Requirement: For each entry, restate it word for word while omitting any image it holds.

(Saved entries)
|---|
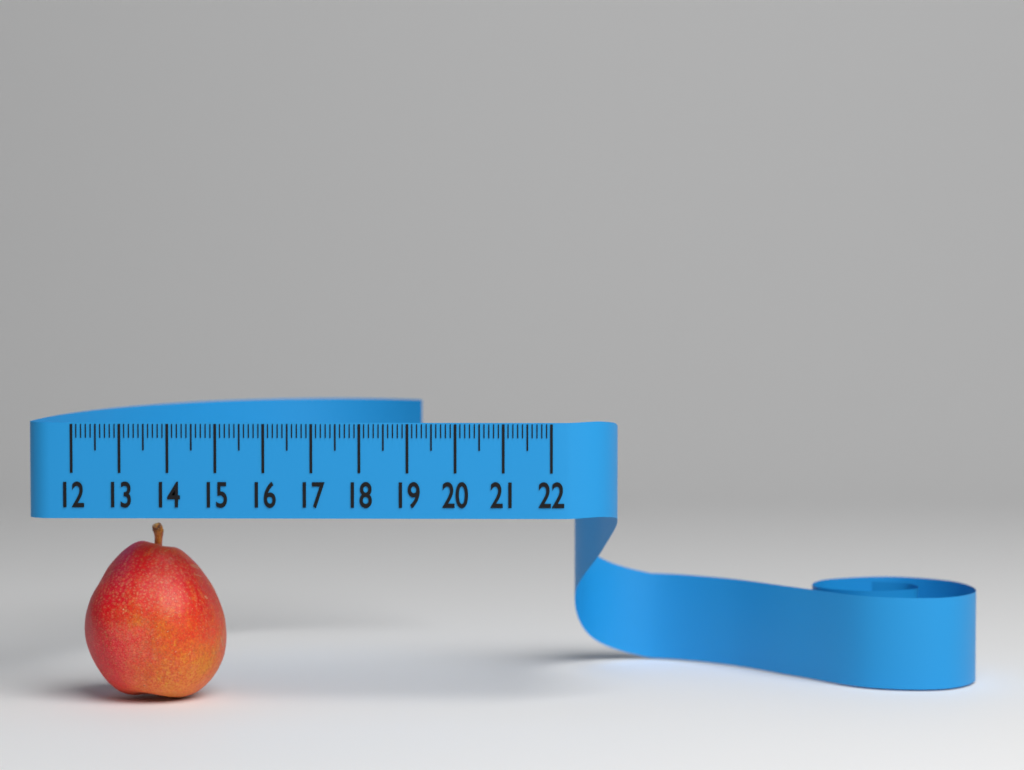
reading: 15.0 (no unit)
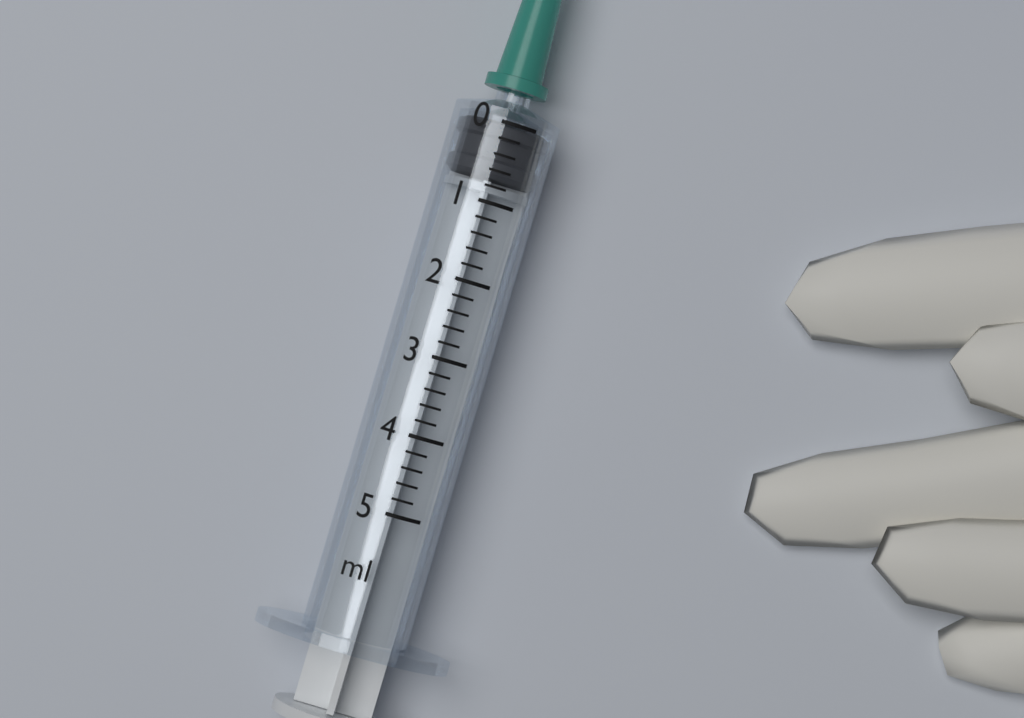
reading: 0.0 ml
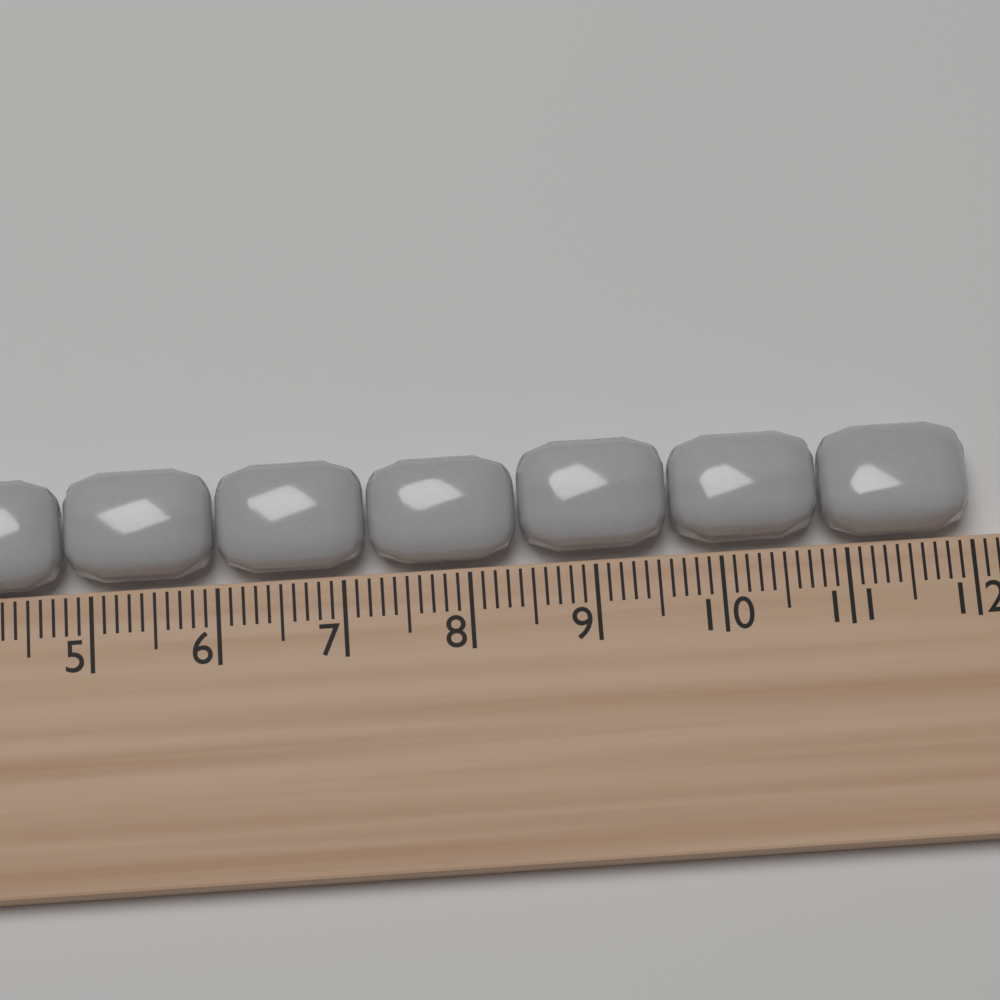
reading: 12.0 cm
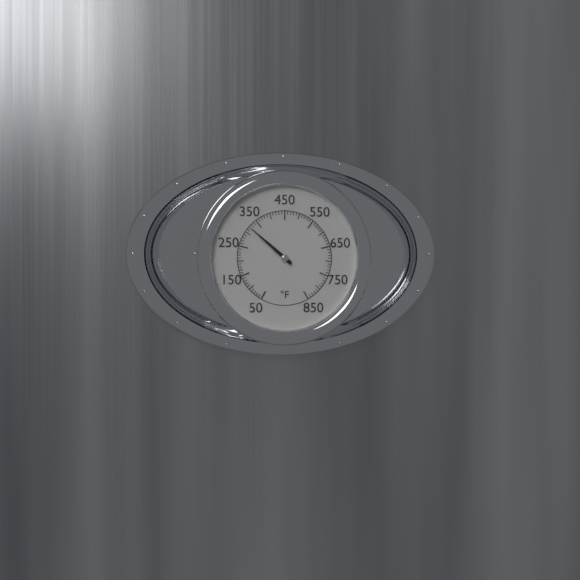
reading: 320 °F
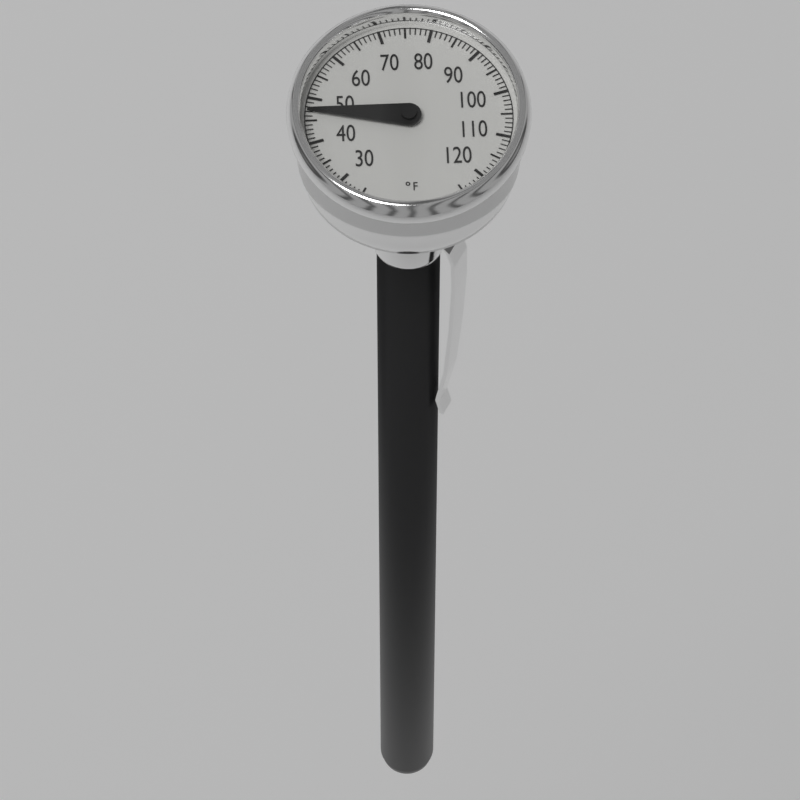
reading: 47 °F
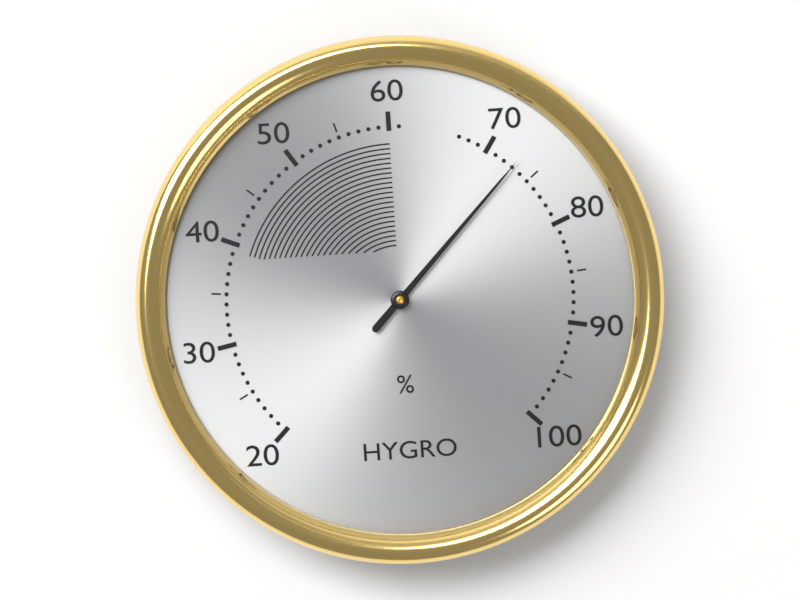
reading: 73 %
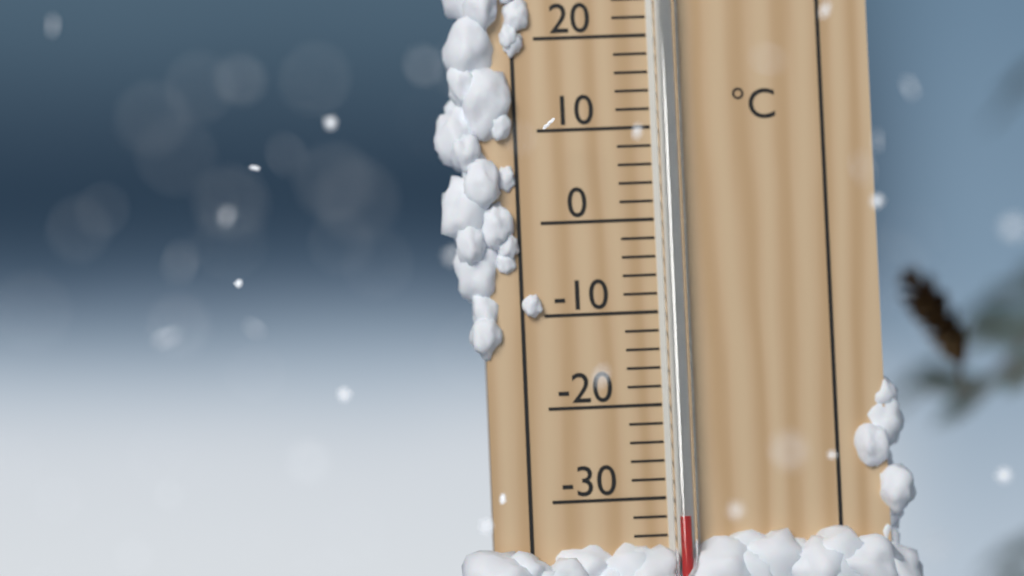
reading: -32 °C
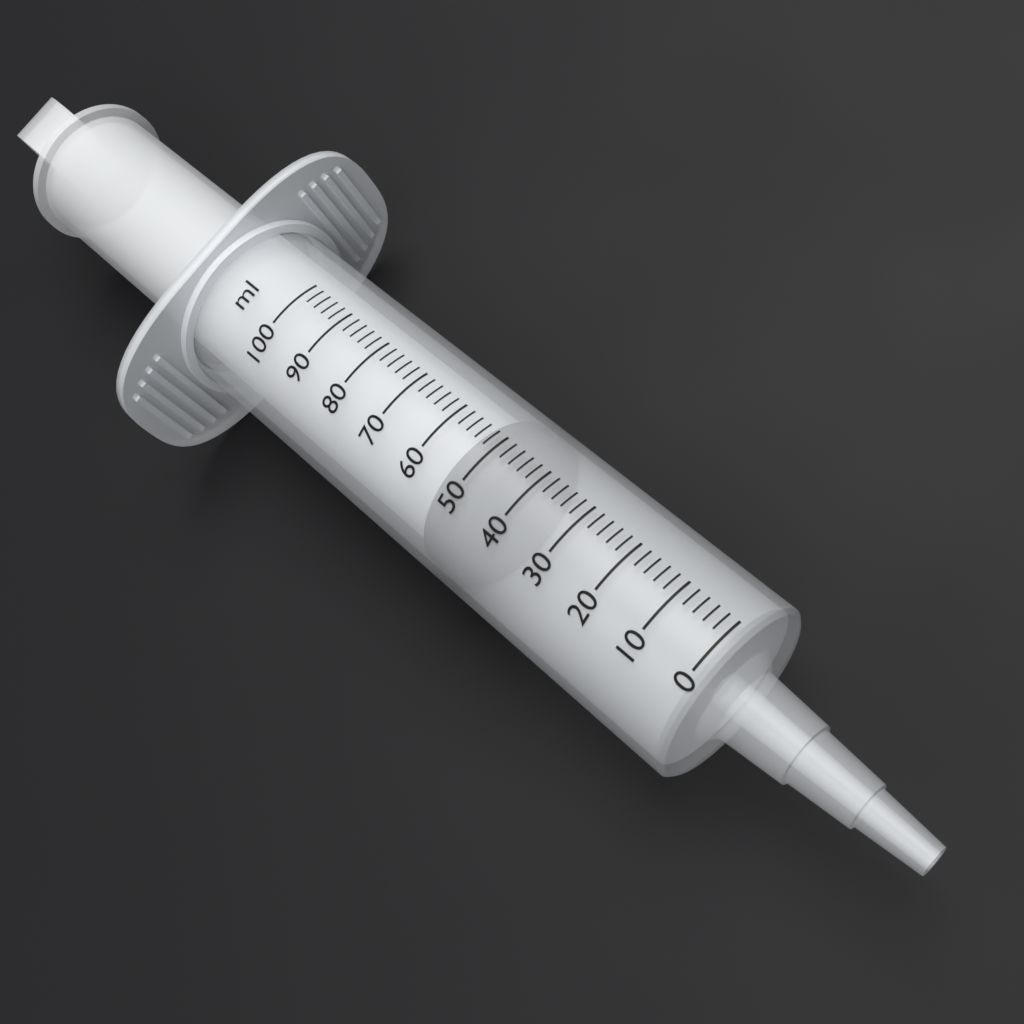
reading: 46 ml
|---|
Exercise output:
reading: 15.0 (no unit)
reading: 0.0 ml
reading: 12.0 cm
reading: 320 °F
reading: 47 °F
reading: 73 %
reading: -32 °C
reading: 46 ml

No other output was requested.